Cannonball Read IV

A bunch of Pajibans reading and reviewing and honoring AlabamaPink.

Cfar1′s #CBR4 review #06 of Elmore Leonard’s Raylan

I picked a horrible year to try a Cannonball read, even just a partial one.  I recently started a new, sort of, assignment at work, only due to the state’s weird hiring practices, I have spent the last 2 months, and will spend most of next month, working 2 caseloads.  I’ve done lots of reading, but I doubt many of you would appreciate my reviews of various policy manuals dealing with the supervision of high risk offenders.  Plus I doubt my agency would find my reviewing them very amusing.  I also received my first foster child in February and I am getting on the job parenting training.  Fortunately supervising felons and raising children require a very similar skill set and sense of humor.  Anyway, my pleasure reading has taken a beating but I am too stubborn to give up so here is a belated review.  I should have two others posted soon.

I have somehow avoided reading Mr. Leonard’s books despite having seen many movie and television shows based on them.  How I managed to avoid such a prolific writer for so long, I have no idea.  Recently while in the library, I managed a few seconds between hunting down Pokemon and Dragon Ball Z books to sneak into the adult section.  Based on the fact I like Justified, I felt it was time to give Mr. Leonard a good try so I grabbed 3 books, a western, a Raylan Givens book and another book with a recurring character.  I meant to get Pronto, but grabbed Raylan by accident.  I don’t know whether it is the same in the first two books about Raylan Givens, but this book felt less a novel and more three  short stories that happen to be tied together by sharing some common events and characters.  From researching a little after reading, I wasn’t the only one to feel this way, and other people more familiar with the author say this was not the best introduction to his work.   Despite this opinion, I read the book fairly quickly.  Leonard’s style is very easy to read. Despite the title, Raylan Givens seems almost an afterthought in most of this book.  The first chunk of the book deals with a couple of rather dim-witted drug dealers who branch out, with help, into a weird extortion scheme where they remove a victim’s kidneys, then try to sell them back to him.  From there it moves into a mining company that more or less bullies everyone that disagrees with them, which happens to be most of the community, resulting in a murder, and onto a group or strippers turned bank robbers and a rather sexy poker playing coed who skipped out on a warrant.  The stories are tied together mainly by a few characters appearing in two or more stories.  Raylan isn’t developed as a character at all, but does get to shoot some people.  I am fairly sure this book was probably put out to capitalize on the television series and as such Raylan is portrayed more like the series on television and less like the previous books.  I am glad i picked up a couple of other books though, as I want to see what Mr. Leonard can do.  I like the style,  dialogue and humor enough to want to see what it’s like when there aren’t any restraints on it.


§ Instructions to follow
From the entries below, reproduce exactly the line containing "pyautogui.click(x=<x>, y=<y>)", the line containing "Image resolution: width=880", and every line in between, with nothing added.

[Extracted data entries]
========================
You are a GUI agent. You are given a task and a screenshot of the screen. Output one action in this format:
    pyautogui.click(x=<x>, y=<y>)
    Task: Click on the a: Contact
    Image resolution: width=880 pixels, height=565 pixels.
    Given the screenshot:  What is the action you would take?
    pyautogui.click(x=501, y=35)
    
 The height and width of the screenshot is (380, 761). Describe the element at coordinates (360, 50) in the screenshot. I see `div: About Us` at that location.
========================
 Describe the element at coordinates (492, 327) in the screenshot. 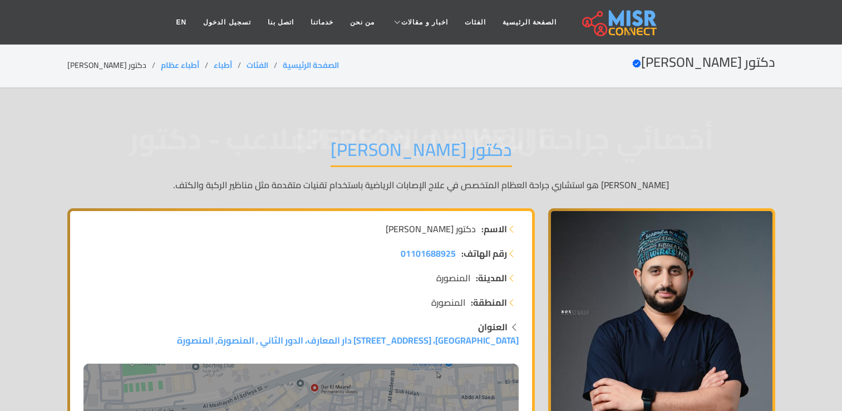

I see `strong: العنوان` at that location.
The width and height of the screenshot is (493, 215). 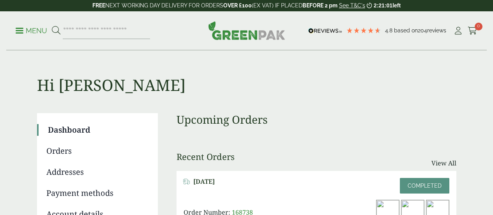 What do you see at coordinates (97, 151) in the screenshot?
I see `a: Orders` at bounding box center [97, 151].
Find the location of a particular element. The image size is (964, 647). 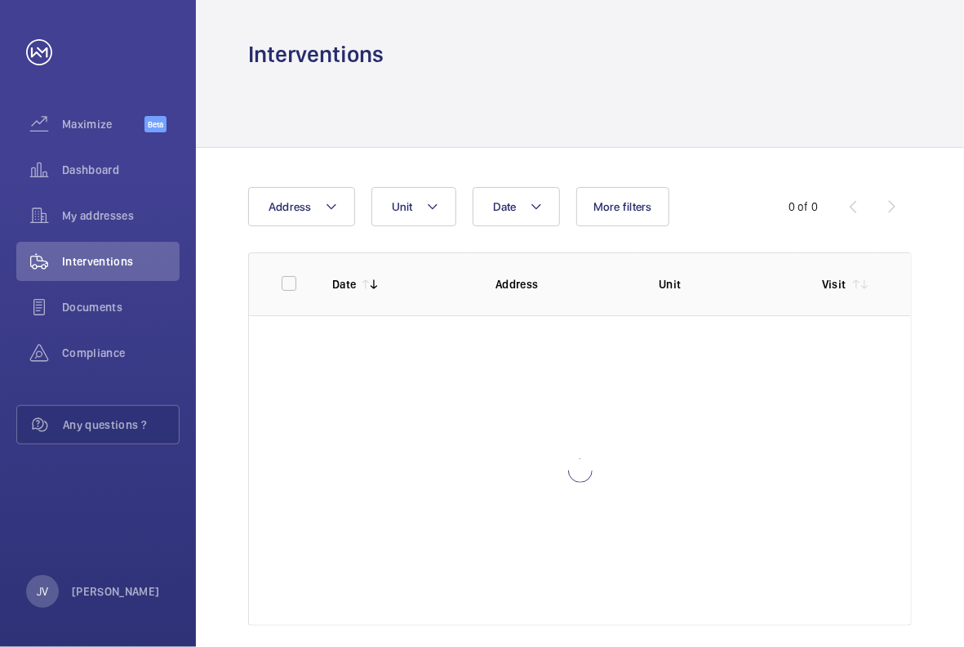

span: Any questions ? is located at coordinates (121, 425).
========================
§ Response
    pyautogui.click(x=<x>, y=<y>)
    Task: Click on the a: Contact
    Image resolution: width=880 pixels, height=565 pixels.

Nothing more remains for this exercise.